Of course they do, and why shouldn't they? That's what the democratic majority wanted, so that's what they should have, right?rEvolutionist wrote:A lot of our laws have underpinnings in religious bollocks. Look at abortion and euthanasia.
For many centuries religious orders WERE the source of law, civil and theological. I'd argue that religion itself evolved in human culture as a method of proto-government. Clearly the Catholic church was the source of almost all law during the Dark Ages when "secular" civil authority didn't really exist as a widespread form of social control.
If one does not believe in deity, it becomes even more obvious that religion's purpose and place in society is exactly as "government" of a body of people because if one examines pretty much every single religious code one see's the efforts of the religious leaders to use reference to and threat of deistic actions as a way to control social behavior.

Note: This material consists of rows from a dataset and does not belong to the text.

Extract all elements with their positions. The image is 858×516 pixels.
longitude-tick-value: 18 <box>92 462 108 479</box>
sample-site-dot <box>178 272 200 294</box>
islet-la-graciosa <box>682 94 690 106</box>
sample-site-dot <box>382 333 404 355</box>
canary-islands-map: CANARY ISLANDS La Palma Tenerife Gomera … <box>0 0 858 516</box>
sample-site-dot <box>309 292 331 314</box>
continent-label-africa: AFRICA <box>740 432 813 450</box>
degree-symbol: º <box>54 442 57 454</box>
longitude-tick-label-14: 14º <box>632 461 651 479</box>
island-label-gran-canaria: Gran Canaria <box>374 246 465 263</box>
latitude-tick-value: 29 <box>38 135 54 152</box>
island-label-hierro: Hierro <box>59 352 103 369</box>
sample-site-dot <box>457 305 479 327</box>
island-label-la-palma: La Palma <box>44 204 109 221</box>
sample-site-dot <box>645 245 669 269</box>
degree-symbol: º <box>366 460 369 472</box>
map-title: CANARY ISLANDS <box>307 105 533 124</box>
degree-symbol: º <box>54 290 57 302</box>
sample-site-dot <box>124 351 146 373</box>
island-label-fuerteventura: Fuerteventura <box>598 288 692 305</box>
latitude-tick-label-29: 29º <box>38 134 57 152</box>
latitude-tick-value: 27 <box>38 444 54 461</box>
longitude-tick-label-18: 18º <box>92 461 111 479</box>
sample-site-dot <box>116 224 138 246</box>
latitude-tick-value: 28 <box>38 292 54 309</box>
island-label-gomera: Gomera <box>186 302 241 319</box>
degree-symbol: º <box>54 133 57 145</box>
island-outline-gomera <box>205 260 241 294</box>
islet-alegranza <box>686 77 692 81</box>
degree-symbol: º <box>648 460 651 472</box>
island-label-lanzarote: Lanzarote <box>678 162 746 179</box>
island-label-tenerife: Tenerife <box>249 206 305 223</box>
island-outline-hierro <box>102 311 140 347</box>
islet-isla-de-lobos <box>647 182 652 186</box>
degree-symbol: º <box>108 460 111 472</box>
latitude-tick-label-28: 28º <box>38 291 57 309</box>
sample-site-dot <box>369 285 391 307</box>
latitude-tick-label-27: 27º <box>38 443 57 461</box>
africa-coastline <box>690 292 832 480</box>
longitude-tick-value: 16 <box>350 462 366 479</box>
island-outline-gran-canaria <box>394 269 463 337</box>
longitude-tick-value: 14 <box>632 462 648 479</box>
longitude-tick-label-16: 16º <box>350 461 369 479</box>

WTF do you think the Ten Commandments are about? WTF do you think Jewish dietary laws are about? They aren't about religion nearly as much as they are about social control, which is the prime purpose of government.
Without religion we would still be knocking each other over the head with tree branches whenever we like. Even the most primitive forms of religion we have discovered show strong elements of social control mechanisms, right down to the neolithic tribal shaman "interpreting" the will of the great Cave Bear.
Government and religion have historically been deeply intertwined, and it wasn't until the 1700's, with the American and French Revolutions, that the notion of secular government not beholden to or under the control of religious authorities even entered human social consciousness.
And because marriage long pre-dates even the earliest of secular governments, and is clearly part of the religious rituals of societies going back beyond the limits of recorded history, it's fundamentally a religious practice and ought to be treated as such by secular authorities.
What I don't understand is JimC's vehement objection to this notion. One would think that an Atheist would be fully in favor of getting the state out of the religion business and keeping it firmly in the secular civil-law sphere.
Illuminate us, Jim, why are you so adamantly determined to deny that "marriage" is a fundamentally religious concept?